FLUORINE.

In many parts of England, especially in Devonshire, Cornwall, and above all in Derbyshire, is found a very beautiful mineral, known by the name of Fluor Spar, Derbyshire Spar, and called by the miners Blue John, to distinguish it from another mineral found, in the same locality, called Black Jack. It occurs in very regular and frequently large crystals in the form of cubes, and occasionally in octoëdra. It is a compound of calcium with fluorine, and is very abundant in certain fossil bones. This element, in combination with hydrogen and called hydrofluoric acid, acts so energetically upon all substances containing silica, that it cannot be preserved in vessels of glass or porcelain—very few of the metals are capable of resisting its action, lead being nearly the only common metal possessed of this power. Gutta percha may also be employed for vessels to hold it.

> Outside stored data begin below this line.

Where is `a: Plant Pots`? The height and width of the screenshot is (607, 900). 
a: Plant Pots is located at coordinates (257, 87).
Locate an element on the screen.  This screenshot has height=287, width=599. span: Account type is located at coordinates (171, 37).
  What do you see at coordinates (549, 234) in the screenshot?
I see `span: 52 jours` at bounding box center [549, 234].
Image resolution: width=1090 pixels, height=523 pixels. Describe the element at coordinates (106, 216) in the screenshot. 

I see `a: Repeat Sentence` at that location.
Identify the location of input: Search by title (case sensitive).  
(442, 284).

This property of dissolving silica, has caused this acid to be used for engraving on glass.

EXPERIMENT.

Mix one part of powdered fluor-spar, quite pure, with two parts of oil of vitriol, in a saucer, and apply a gentle heat, when the acid will be disengaged in the form of vapour. Prepare a piece of glass after the manner of engraving on copper, by coating it with a thin covering of wax, placing a paper over the wax, and then drawing any design with a sharp-pointed instrument, when, on removing the paper, the wax-coating will be found to be removed wherever the instrument has passed over it. Now invert, this glass over the fumes of the acid for half an hour or so, and then heat the glass so as to soften the coating, and wipe it off; the design will then appear “bitten in” as the term is, that is, the acid will have dissolved the glass wherever it was not protected by the wax, and will exhibit the design indelibly fixed on the glass.

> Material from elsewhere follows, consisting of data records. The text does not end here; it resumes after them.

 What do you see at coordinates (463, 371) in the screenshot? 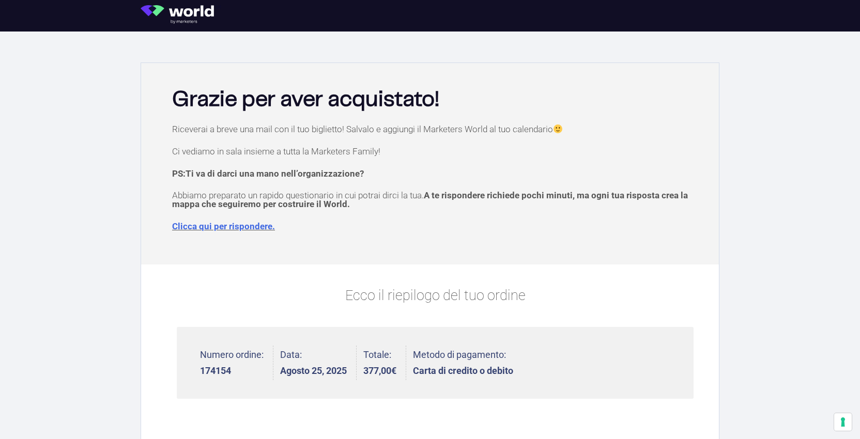
I see `strong: Carta di credito o debito` at bounding box center [463, 371].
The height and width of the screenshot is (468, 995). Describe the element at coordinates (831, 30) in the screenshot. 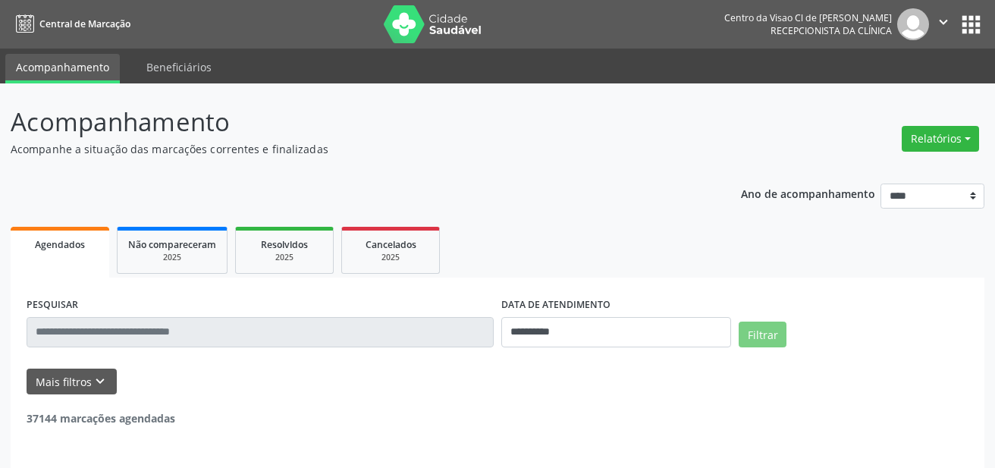

I see `span: Recepcionista da clínica` at that location.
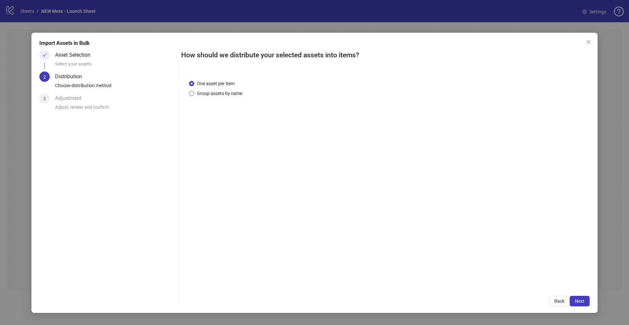 This screenshot has width=629, height=325. Describe the element at coordinates (579, 301) in the screenshot. I see `button: Next` at that location.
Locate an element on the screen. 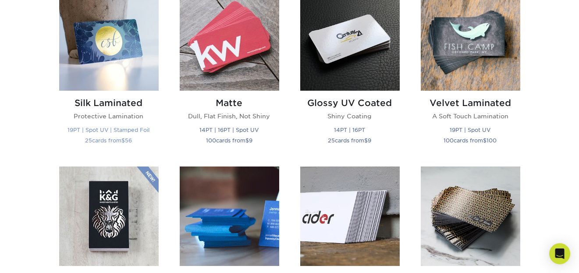  h2: Matte is located at coordinates (229, 103).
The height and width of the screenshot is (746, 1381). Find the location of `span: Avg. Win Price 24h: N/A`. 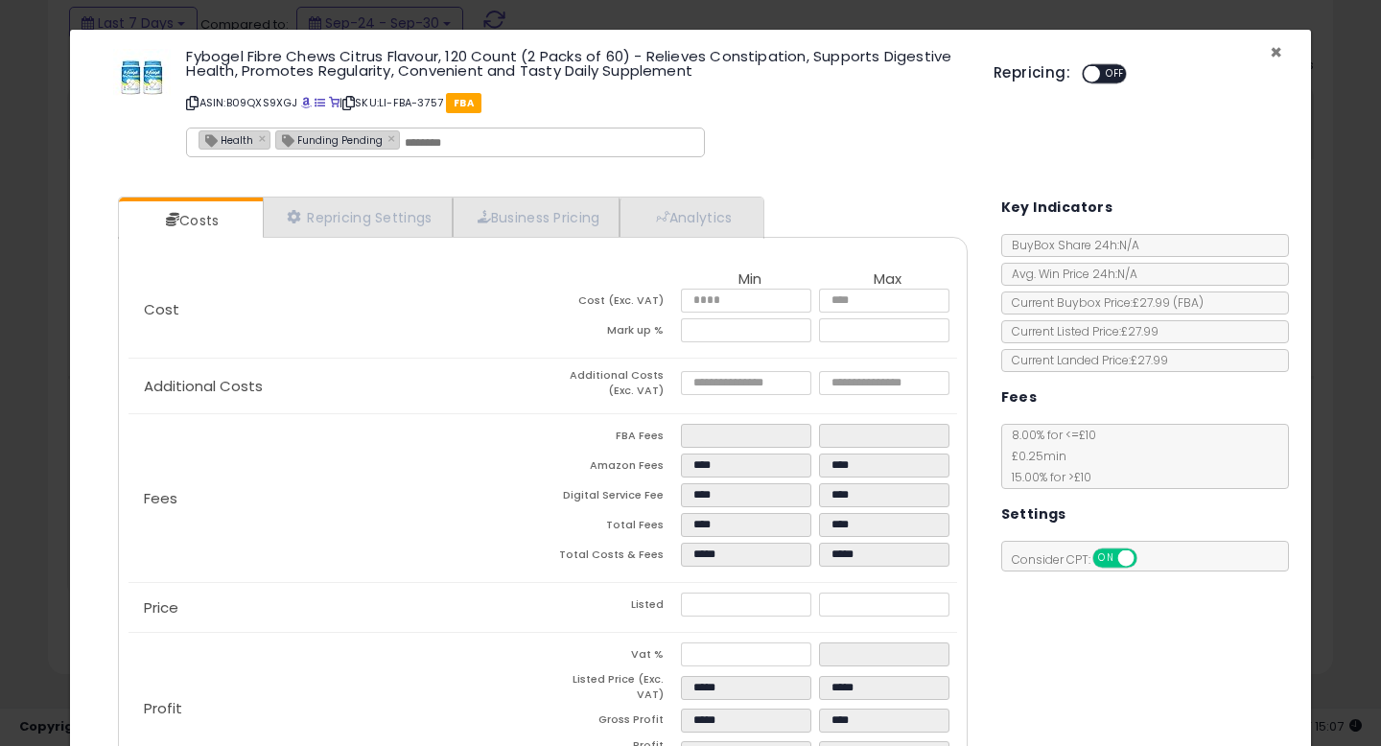

span: Avg. Win Price 24h: N/A is located at coordinates (1069, 273).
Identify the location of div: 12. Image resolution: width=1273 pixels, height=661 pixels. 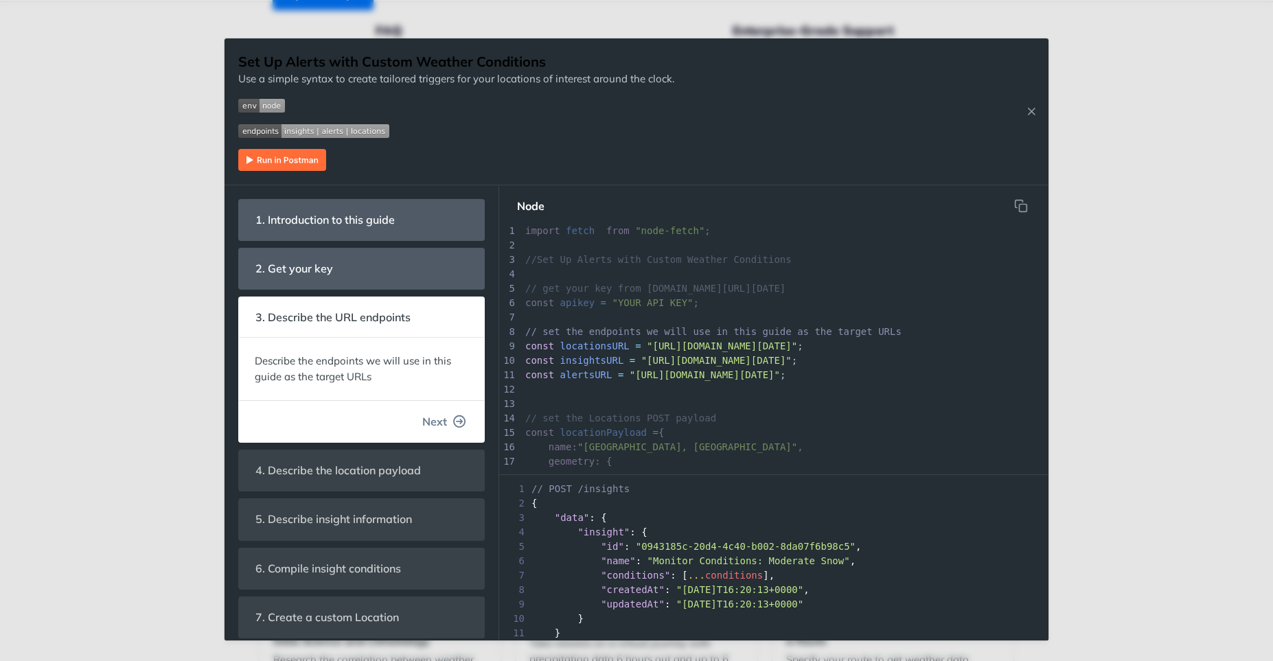
(508, 389).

This acid requires the greatest care in handling, for it is extremely corrosive, producing very troublesome ulcers if it comes in contact with the skin; even the fumes will produce smarting if the skin is long exposed to them.

CARBON.

The next substance in our list of elementary bodies is named carbon.

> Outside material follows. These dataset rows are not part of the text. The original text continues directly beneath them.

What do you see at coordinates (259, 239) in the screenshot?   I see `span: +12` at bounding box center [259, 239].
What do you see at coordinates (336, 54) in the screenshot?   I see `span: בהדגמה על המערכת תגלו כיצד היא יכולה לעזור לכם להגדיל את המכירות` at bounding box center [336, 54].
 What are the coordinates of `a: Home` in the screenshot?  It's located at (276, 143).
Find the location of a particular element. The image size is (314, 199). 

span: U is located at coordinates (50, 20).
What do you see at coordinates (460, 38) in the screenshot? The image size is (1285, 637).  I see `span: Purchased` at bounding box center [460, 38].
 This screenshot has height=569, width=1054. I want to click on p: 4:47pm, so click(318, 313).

The purest form of carbon is the precious stone called diamond, which consists entirely of carbon in a crystallized form. The French chemist Lavoisier was the first who proved the combustibility of the diamond; and Sir H. Davy found that when once set on fire it would continue to burn in oxygen gas air, and that the product of the combustion was carbonic acid gas, exactly equal in quantity to the gas produced by burning an equal weight of pure charcoal, the most common form of carbon.